‘Zodiac’: David Fincher Won’t Deny The Obsessive Rap, Says It “Should Have Been Weirder” & Teases ‘Cliff Booth’ “Big Surprises”

Bong Joon Ho’s Academy Museum conversation with David Fincher turned into a sharp look back at Zodiac and a brief but revealing update on Netflix’s Quentin Tarantino-written Cliff Booth film.

Rodrigo Perez
April 20, 2026
The Playlist

Very few crime movies get more revered with age. David Fincher’s 2007 thriller Zodiac, written by James Vanderbilt and following the way the Zodiac killer case pulls inspectors, reporters, and cartoonist Robert Graysmith into a years-long spiral of obsession, did. With Jake Gyllenhaal, Mark Ruffalo, and Robert Downey Jr. anchoring that descent, the film opened as a chilly, meticulous procedural and has kept growing in stature over the years, less because it offered closure than because it turned uncertainty, fixation, and spiritual erosion into the point. So it made perfect sense that Bong Joon Ho would be the filmmaker hosting a 4K screening at the Academy Museum of Motion Pictures and a post-film conversation with Fincher recently as part of the museum’s A Weekend With Bong Joon Ho series.

Bong Joon Ho made that admiration plain right away. After recalling how immaculate Fincher’s office was—even down to the colored pencils arranged by shade—he got to the question underneath that story: whether Fincher’s obsessiveness really matched its reputation. Fincher did not deny it. If anything, he leaned into it, saying, “No, I mean… Look, I feel like you should do everything in your power to be as clear in what you’re trying to communicate as you can possibly be.”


*TASK GOAL:*
Copy out each line from the material where the word "ffffff" is found.

═════ PROVIDED MATERIAL

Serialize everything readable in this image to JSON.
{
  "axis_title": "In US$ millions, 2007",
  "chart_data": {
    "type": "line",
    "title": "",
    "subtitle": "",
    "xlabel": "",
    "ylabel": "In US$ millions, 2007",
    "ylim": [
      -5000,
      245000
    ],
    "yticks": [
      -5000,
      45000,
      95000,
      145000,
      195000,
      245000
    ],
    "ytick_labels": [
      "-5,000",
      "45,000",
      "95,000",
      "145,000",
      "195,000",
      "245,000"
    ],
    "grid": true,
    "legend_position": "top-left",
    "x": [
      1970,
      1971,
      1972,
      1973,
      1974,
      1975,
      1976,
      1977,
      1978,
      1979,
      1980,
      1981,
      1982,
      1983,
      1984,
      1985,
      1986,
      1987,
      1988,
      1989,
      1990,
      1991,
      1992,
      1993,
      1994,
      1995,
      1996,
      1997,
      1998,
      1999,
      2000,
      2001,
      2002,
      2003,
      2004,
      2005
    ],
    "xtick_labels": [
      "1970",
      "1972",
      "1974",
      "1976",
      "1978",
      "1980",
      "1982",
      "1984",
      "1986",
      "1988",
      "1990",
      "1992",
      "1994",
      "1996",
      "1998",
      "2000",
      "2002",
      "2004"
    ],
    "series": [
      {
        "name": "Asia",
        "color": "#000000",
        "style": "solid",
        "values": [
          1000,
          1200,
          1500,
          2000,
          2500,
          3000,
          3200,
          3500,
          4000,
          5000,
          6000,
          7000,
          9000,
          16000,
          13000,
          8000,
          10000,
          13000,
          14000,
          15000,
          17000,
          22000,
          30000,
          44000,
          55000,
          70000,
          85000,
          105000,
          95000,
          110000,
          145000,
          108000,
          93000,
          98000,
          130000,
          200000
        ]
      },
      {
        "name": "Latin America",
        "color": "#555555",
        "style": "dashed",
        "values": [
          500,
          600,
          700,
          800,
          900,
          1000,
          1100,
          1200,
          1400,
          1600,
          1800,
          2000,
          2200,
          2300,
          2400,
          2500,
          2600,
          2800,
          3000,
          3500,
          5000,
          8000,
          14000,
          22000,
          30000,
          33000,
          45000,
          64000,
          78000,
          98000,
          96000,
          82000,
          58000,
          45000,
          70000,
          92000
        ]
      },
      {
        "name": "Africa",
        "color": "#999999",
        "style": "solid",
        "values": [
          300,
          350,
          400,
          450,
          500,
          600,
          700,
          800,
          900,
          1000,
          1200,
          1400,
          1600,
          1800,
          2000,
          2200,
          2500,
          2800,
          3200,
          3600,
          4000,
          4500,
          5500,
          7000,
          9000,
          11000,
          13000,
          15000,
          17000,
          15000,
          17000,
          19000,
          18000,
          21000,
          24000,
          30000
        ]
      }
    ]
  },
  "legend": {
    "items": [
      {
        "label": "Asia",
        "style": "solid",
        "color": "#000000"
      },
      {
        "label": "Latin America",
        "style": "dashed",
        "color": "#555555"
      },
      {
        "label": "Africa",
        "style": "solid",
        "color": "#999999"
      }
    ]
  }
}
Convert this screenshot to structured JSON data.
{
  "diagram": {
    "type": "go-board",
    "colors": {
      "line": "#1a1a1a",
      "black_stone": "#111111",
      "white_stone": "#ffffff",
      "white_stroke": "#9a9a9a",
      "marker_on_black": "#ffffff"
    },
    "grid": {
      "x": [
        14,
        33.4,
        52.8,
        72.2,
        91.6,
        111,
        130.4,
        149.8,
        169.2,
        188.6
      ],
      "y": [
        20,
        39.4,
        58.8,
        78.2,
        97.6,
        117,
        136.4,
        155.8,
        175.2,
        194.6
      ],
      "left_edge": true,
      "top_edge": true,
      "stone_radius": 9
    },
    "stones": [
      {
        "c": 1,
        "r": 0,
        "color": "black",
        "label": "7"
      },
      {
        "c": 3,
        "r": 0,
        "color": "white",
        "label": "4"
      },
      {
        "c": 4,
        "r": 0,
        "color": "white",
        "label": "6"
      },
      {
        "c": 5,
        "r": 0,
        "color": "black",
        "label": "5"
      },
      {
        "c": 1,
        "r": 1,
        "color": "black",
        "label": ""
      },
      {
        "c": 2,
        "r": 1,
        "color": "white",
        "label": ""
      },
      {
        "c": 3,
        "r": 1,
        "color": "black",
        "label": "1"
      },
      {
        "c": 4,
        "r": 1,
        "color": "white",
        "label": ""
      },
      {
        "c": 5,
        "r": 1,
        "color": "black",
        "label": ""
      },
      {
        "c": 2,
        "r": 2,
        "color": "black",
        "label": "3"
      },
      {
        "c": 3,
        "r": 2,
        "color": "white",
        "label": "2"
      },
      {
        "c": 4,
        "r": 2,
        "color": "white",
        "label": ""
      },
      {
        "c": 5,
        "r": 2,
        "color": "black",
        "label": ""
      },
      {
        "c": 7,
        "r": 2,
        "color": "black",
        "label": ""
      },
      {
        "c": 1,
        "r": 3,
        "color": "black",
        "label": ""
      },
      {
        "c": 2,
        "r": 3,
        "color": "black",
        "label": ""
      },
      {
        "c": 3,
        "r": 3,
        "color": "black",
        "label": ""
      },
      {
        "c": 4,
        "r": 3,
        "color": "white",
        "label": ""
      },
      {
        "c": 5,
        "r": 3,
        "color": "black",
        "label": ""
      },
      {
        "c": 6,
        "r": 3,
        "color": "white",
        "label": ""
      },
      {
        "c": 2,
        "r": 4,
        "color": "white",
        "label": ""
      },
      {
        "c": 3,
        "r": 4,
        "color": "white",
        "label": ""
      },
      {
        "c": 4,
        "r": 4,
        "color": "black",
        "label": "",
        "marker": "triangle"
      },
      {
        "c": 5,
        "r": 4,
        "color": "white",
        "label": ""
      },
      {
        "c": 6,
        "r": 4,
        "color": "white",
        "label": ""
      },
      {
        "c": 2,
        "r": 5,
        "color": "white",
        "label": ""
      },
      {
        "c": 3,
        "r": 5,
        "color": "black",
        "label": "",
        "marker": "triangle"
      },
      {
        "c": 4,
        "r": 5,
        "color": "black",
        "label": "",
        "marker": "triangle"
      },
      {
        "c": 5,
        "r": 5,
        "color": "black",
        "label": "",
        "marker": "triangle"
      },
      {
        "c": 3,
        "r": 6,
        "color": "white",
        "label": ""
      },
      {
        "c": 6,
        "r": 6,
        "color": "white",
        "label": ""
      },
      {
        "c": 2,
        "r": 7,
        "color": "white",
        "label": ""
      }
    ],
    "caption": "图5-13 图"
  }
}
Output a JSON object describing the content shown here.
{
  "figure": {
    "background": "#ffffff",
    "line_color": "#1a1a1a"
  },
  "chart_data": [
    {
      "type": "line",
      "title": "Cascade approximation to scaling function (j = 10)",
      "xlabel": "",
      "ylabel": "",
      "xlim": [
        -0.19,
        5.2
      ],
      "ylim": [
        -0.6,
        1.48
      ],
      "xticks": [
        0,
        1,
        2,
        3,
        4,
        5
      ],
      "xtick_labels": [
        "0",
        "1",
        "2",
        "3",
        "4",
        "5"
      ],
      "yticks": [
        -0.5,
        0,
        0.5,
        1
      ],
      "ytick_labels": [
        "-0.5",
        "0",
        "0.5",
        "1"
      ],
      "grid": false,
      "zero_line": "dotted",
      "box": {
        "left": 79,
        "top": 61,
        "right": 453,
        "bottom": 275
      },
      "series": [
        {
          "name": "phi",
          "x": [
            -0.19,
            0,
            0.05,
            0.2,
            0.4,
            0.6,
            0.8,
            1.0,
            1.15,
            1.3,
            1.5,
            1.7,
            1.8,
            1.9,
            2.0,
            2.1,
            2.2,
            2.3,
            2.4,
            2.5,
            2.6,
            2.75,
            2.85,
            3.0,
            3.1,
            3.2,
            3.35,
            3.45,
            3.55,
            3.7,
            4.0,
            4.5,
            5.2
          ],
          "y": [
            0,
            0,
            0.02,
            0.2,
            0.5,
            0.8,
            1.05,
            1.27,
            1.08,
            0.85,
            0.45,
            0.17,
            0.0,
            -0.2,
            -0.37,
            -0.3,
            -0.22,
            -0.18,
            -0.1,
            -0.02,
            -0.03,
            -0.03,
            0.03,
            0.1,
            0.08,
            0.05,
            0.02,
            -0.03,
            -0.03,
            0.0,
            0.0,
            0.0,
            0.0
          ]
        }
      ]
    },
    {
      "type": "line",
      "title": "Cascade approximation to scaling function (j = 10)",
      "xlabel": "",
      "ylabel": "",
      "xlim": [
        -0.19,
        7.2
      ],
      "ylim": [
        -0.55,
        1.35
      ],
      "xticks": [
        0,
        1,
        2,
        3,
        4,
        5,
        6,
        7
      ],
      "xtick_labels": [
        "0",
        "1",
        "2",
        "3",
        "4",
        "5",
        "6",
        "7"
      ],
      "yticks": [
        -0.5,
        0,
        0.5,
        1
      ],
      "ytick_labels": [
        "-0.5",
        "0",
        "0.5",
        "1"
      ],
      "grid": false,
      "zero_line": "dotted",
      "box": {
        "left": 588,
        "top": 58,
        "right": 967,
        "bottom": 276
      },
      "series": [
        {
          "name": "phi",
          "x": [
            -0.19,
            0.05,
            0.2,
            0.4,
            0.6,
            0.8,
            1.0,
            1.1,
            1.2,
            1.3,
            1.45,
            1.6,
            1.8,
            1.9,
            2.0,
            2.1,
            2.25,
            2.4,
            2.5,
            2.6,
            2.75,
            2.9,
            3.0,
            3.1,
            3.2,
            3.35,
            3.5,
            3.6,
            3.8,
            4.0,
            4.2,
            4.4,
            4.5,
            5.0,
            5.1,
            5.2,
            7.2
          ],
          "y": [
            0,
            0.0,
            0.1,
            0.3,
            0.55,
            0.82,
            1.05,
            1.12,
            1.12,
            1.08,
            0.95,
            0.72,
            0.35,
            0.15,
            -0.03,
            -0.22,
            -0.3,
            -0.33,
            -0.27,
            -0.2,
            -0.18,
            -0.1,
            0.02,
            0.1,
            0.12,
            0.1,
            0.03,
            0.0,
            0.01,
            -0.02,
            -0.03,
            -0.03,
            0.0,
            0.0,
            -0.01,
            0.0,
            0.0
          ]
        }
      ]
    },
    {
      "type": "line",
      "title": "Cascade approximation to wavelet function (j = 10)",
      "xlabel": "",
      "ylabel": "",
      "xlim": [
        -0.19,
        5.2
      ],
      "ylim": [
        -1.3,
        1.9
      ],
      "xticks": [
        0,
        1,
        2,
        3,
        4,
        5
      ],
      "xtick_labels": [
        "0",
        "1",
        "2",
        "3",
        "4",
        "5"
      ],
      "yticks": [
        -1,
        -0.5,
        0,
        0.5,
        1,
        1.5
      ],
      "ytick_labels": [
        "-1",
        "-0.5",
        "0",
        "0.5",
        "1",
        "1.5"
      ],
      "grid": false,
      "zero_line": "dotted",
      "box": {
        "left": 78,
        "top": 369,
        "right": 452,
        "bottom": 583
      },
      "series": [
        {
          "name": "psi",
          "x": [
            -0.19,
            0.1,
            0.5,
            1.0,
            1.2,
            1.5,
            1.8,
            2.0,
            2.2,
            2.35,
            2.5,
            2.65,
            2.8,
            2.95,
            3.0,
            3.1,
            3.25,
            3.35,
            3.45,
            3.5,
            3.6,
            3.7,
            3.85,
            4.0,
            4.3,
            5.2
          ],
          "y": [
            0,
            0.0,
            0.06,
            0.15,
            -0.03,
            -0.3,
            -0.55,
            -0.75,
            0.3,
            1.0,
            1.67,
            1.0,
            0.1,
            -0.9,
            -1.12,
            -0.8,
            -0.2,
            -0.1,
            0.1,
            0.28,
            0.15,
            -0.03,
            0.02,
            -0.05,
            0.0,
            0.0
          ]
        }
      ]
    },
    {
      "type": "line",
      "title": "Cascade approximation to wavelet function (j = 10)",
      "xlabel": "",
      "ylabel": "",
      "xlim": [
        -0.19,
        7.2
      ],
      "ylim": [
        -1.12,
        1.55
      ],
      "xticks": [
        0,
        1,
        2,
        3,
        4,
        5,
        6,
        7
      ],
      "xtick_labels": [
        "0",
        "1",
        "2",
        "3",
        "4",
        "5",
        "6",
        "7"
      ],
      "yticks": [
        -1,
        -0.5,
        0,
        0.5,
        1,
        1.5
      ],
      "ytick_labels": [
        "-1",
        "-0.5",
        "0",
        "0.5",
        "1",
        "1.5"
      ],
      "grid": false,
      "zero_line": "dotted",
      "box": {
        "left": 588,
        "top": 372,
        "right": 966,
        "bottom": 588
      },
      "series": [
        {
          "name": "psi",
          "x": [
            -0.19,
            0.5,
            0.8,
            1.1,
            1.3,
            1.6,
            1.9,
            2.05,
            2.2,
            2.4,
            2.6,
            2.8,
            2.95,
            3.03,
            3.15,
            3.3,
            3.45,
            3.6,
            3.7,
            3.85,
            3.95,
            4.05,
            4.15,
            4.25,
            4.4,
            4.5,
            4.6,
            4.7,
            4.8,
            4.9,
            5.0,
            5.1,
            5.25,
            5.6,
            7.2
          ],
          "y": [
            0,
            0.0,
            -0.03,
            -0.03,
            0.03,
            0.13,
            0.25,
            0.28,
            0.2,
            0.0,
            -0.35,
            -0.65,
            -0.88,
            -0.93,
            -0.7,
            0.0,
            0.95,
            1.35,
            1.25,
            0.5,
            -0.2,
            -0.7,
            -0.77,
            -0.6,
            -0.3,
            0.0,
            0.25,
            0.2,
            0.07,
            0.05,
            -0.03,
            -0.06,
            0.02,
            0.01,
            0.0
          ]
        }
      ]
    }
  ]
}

══════════

*ANSWER TO THIS PROBLEM:*
      "white_stone": "#ffffff",
      "marker_on_black": "#ffffff"
    "background": "#ffffff",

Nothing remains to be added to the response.